Hard Day for the Trashpickers
Pass my Trash Pile By
I'm cleaning out a bunch of books I had in storage. The carpenter ants got to a lot of them and chewed them up to the point where they have to be thrown out.
I had no idea carpenter ants ate books. I thought they were harmless. By the good Lord's grace, most of the books I actually cared about were spared.
There are trashpickers in this neighborhood, and whenever I put stuff on the pile, they come out and root through it. Shameless peasants. It's annoying, because they leave stuff strewn all over the pile. And what if I make a mistake and leave something in the box that could be used for identity theft? Or what if I want to throw something out that's none of the trashpickers' damn business?
Sometimes just to be a jerk, I have poured dishwashing liquid inside a box or junk before taping it up and throwing it out. But I quit because I realized there was no way to teach all the trashpickers a lesson. I'd annoy one of them at a time, but as a group, they would learn nothing.
I think today will be a bad day for them. They'll be looking for dishes and tools and so on, and instead they'll get Mathematical Methods of Physics, by Walker and Mathews. And Quantum Mechanics, by Claude Cohen-Tannoudji and company. And a couple of VAX manuals. And a whole bunch of Dover books on Fourier series and numerical methods and so on. If they had the brains to understand any of that stuff, they wouldn't be digging in other people's trash.
I can't believe how much textbooks cost now. No wonder academics are all liberal. Liberals want to spend more money on education, and academics are greedy bastards who want more money. You can't tell me a copy of Mathematical Methods of Physics I bought for fifty-five bucks should cost over a hundred today. But it does. And the Cohen-Tannoudji set I had to toss goes for almost $200.
I'll miss the books that got eaten, but the truth is, I would never have used them again.
The ants like some books more than others, maybe because the glue tastes better. I didn't save a single one of my Problem Solvers editions.
Here's a lesson. If you have to store books, wrap them in plastic and keep humidity away from them. If you can't do that, you're screwed. Believe me, I know.
It's funny, after ten years, my physics and math books still have sentimental value to me. But I threw my law books out and didn't feel a twinge of regret. I guess that's because I'm much prouder of my physics degree than my law degree. Any boob can be a lawyer. You have to be smart to be a top-flight lawyer, but you can be a dumbass and still get rich.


Please copy each line of the records below that includes the word "What".

** Opening Data excerpts block **

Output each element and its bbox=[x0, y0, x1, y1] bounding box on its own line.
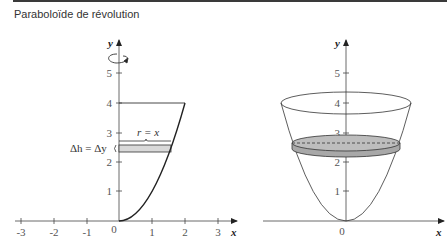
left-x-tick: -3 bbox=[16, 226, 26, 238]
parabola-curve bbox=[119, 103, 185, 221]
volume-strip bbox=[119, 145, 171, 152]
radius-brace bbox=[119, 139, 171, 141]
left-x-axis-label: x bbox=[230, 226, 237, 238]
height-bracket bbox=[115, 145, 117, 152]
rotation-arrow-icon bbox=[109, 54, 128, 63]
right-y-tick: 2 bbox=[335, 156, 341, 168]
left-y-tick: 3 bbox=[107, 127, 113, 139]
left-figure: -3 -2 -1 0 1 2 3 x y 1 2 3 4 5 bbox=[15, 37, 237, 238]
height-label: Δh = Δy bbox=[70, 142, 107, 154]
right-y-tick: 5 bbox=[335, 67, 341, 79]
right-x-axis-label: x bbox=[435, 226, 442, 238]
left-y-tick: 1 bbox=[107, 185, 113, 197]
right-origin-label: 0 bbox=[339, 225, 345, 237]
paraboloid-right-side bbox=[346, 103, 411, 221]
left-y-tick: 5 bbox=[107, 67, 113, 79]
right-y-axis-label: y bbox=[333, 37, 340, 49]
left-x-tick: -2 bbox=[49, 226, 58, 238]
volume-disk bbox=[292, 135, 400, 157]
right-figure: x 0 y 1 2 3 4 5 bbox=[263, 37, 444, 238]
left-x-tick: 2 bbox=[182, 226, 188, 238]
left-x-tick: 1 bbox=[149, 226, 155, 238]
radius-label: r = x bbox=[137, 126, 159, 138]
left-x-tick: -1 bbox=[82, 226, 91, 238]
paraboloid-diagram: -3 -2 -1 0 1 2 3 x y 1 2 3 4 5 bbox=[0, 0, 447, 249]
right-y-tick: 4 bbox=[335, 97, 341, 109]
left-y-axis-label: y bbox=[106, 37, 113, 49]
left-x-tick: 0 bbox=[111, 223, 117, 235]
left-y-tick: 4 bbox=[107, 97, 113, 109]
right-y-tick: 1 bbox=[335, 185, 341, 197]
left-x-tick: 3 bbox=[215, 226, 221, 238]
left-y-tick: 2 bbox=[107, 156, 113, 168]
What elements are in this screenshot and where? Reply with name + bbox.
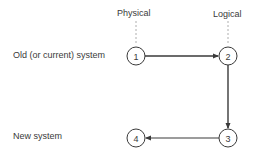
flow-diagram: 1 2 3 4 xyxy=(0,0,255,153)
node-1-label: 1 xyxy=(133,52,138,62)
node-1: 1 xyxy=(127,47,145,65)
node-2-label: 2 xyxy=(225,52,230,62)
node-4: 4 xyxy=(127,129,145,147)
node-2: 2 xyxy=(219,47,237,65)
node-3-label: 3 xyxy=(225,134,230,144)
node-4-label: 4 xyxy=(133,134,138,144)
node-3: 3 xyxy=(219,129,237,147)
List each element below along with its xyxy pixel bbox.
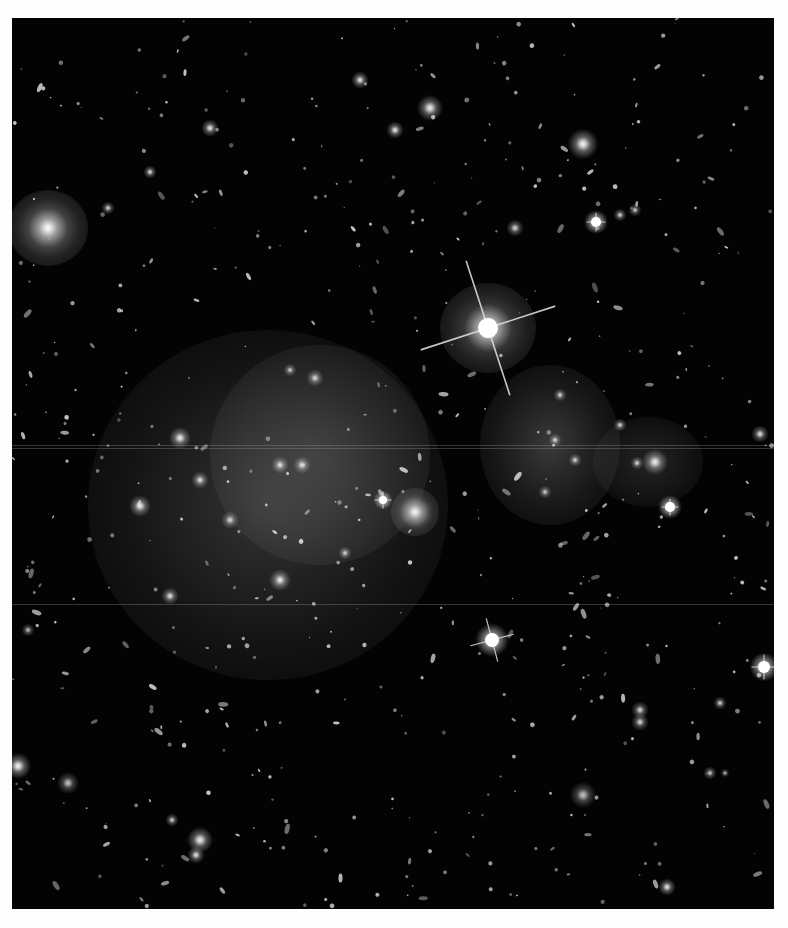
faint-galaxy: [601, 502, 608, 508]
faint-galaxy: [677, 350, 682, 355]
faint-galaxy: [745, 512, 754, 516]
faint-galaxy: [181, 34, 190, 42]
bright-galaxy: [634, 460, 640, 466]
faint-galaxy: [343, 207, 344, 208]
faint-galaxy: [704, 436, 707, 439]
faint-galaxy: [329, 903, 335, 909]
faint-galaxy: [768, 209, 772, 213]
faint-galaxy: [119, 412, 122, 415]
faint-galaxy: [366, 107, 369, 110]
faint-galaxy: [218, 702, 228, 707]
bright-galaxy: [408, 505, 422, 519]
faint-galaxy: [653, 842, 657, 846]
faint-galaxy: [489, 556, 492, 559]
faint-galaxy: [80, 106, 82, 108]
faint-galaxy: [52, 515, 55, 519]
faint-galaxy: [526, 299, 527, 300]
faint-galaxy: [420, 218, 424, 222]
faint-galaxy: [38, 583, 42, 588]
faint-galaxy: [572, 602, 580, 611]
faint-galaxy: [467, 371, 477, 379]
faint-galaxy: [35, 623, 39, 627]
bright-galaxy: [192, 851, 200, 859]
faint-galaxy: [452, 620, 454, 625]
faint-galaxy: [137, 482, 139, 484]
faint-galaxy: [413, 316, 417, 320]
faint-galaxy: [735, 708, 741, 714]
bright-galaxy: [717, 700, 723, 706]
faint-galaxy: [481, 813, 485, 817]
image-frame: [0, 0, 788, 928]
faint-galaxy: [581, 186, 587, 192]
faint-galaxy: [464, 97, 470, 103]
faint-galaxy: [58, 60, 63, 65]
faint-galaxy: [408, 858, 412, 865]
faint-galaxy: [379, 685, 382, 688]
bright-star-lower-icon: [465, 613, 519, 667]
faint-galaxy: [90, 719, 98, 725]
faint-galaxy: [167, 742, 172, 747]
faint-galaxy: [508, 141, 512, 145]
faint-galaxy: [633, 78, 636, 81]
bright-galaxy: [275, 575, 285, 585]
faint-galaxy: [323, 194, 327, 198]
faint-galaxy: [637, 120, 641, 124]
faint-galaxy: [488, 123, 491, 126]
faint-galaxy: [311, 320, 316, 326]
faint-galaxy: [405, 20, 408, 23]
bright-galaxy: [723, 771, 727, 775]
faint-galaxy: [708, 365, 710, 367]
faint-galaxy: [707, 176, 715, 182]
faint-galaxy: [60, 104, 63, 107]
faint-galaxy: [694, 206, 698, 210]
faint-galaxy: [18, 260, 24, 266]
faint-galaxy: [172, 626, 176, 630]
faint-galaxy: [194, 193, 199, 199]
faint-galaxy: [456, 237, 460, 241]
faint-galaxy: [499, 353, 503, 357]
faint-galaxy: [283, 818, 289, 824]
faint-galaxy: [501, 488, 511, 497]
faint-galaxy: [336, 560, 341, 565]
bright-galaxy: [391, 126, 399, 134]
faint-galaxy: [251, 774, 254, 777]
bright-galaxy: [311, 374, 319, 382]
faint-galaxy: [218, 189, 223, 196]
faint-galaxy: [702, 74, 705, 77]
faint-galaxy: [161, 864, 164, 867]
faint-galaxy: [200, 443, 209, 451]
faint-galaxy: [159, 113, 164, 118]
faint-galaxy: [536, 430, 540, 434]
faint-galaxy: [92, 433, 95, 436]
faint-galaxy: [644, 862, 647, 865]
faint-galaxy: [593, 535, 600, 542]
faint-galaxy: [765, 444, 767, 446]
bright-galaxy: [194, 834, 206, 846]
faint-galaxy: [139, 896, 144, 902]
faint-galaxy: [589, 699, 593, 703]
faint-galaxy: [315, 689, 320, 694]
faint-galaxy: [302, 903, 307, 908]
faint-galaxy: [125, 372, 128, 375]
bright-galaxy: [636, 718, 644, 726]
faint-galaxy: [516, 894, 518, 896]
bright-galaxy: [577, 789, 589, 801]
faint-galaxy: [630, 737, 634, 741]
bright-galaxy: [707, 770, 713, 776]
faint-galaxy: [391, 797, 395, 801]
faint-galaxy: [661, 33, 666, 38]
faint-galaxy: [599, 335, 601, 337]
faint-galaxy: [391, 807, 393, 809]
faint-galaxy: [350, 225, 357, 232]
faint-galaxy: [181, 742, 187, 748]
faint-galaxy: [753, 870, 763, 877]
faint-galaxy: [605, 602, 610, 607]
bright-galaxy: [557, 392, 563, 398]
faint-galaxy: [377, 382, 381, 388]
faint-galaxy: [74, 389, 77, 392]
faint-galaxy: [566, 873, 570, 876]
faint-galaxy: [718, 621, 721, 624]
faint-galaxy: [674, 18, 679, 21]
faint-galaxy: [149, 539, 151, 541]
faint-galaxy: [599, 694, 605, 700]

** Closing Data excerpts block **
** Opening Data excerpts block **

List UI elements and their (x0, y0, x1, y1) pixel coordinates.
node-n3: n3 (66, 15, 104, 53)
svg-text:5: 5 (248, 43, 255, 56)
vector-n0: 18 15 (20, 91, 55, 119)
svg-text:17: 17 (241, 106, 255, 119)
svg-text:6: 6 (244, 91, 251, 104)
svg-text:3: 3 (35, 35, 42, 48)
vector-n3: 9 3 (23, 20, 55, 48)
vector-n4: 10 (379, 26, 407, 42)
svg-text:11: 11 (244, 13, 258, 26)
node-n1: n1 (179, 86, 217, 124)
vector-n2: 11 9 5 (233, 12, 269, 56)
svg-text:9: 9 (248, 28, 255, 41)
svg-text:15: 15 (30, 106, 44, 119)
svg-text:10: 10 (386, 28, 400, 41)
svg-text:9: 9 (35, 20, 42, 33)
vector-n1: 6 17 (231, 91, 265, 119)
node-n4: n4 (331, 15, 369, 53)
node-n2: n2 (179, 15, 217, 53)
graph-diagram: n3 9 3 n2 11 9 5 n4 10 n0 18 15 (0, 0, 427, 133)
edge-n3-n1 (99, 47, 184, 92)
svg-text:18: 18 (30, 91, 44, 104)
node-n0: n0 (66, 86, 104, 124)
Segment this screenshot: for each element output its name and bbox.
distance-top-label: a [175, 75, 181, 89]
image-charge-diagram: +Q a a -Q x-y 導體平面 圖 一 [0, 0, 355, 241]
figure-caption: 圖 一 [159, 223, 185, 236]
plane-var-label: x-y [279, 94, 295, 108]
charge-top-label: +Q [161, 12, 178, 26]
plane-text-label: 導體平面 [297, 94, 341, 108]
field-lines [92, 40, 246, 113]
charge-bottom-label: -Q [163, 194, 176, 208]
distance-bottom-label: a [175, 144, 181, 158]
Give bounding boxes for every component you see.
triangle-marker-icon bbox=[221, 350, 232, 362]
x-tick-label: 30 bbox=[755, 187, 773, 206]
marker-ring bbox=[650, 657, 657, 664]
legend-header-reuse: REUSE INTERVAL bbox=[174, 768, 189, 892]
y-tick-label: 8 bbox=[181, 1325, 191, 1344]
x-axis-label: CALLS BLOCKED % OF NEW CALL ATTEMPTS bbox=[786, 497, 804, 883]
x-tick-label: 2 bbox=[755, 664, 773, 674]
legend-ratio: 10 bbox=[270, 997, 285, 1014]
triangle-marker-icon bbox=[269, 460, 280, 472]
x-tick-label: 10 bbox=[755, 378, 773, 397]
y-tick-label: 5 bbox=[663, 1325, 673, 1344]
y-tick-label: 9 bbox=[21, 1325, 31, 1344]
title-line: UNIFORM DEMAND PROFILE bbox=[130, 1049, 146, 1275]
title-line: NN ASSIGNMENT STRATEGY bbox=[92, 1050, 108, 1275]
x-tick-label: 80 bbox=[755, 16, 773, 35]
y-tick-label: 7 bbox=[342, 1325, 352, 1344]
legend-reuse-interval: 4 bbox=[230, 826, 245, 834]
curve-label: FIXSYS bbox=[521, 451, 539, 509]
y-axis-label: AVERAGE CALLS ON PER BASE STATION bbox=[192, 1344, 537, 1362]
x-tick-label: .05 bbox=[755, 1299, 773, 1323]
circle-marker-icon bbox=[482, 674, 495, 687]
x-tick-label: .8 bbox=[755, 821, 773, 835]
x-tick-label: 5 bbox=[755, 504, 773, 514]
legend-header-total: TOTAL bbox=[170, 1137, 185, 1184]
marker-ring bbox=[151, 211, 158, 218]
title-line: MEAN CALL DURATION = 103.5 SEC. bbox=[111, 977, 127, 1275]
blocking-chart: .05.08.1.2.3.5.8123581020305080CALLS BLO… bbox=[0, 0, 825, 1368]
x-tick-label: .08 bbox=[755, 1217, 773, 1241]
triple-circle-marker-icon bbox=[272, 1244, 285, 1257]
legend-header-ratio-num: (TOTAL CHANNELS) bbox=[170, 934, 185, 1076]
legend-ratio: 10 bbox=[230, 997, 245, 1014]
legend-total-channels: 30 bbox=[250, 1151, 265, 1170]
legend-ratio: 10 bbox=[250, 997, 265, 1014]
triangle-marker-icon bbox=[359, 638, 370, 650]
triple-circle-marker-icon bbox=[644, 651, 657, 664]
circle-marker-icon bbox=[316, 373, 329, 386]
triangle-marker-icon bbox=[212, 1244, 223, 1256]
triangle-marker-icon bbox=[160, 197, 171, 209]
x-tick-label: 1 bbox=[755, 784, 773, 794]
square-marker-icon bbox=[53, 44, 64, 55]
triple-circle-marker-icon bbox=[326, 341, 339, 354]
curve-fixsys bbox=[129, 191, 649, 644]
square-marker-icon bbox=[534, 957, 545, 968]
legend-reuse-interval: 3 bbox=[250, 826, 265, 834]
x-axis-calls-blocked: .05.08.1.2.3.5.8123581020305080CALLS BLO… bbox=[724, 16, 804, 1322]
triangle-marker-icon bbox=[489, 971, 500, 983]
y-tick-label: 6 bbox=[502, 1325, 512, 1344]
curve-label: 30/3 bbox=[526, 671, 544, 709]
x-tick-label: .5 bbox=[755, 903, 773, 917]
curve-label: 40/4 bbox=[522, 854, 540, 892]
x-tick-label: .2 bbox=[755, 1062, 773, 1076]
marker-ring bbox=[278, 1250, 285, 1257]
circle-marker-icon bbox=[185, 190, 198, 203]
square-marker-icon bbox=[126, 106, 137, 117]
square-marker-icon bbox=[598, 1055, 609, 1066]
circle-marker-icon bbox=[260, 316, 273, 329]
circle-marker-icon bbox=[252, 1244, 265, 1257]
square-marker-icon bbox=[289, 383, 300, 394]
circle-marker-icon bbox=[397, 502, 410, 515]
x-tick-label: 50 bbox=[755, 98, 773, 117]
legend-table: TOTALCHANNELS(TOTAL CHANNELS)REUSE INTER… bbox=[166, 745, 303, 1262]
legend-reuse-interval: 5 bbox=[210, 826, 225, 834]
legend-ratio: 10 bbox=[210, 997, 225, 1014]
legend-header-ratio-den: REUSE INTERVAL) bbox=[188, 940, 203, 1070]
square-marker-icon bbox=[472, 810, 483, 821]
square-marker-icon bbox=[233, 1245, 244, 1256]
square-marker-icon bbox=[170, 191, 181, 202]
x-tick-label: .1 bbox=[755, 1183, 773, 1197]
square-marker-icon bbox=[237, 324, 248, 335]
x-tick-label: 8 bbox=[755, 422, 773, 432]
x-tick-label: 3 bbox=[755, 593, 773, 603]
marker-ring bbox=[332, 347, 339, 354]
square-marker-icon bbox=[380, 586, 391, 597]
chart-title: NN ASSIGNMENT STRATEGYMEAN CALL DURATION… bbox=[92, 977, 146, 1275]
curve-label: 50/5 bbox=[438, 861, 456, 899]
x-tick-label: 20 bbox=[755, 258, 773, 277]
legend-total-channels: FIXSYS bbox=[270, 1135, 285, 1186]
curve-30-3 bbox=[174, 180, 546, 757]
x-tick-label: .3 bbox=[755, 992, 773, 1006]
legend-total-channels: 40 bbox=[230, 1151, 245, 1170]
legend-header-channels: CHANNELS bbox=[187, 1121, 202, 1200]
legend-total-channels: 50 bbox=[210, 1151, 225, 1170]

** Closing Data excerpts block **
** Opening Data excerpts block **

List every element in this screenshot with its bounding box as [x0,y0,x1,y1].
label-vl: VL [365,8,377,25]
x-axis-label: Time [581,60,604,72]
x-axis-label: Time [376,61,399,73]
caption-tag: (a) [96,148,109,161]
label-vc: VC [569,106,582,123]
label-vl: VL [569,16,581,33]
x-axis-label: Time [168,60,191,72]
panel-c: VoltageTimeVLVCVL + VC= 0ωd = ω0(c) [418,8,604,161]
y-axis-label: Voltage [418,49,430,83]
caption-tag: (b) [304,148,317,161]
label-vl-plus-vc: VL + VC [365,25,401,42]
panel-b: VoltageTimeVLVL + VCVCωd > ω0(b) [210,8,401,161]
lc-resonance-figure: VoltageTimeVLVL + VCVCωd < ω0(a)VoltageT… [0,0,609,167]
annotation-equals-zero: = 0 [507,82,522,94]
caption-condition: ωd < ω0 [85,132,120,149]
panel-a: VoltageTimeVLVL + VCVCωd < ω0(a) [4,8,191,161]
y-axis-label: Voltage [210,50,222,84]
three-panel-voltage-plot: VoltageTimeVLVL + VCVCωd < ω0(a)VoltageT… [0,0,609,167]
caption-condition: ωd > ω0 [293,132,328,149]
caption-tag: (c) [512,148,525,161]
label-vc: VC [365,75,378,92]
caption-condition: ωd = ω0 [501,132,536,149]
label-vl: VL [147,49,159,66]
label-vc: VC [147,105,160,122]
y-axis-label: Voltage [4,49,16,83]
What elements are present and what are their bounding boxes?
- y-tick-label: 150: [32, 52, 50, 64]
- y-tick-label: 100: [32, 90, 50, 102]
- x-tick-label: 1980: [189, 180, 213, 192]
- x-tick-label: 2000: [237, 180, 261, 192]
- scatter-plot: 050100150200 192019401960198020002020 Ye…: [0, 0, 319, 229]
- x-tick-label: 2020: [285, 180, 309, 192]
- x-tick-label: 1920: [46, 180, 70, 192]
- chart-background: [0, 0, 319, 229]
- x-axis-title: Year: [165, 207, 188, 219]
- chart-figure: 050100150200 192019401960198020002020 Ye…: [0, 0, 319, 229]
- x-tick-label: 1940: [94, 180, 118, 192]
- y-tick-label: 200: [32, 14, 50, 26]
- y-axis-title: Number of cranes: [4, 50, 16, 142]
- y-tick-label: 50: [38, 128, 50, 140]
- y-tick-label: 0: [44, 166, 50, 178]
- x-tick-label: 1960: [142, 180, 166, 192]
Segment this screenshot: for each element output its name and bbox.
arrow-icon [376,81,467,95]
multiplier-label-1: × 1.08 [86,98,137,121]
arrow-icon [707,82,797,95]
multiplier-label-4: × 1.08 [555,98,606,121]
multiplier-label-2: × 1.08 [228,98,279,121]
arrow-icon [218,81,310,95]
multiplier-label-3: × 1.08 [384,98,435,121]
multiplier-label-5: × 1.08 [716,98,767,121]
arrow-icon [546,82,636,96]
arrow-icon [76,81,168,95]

** Closing Data excerpts block **

• [Answer to this exercise]
What elements are in this screenshot and where? Reply with name + bbox.
What elements are present and what are their bounding boxes?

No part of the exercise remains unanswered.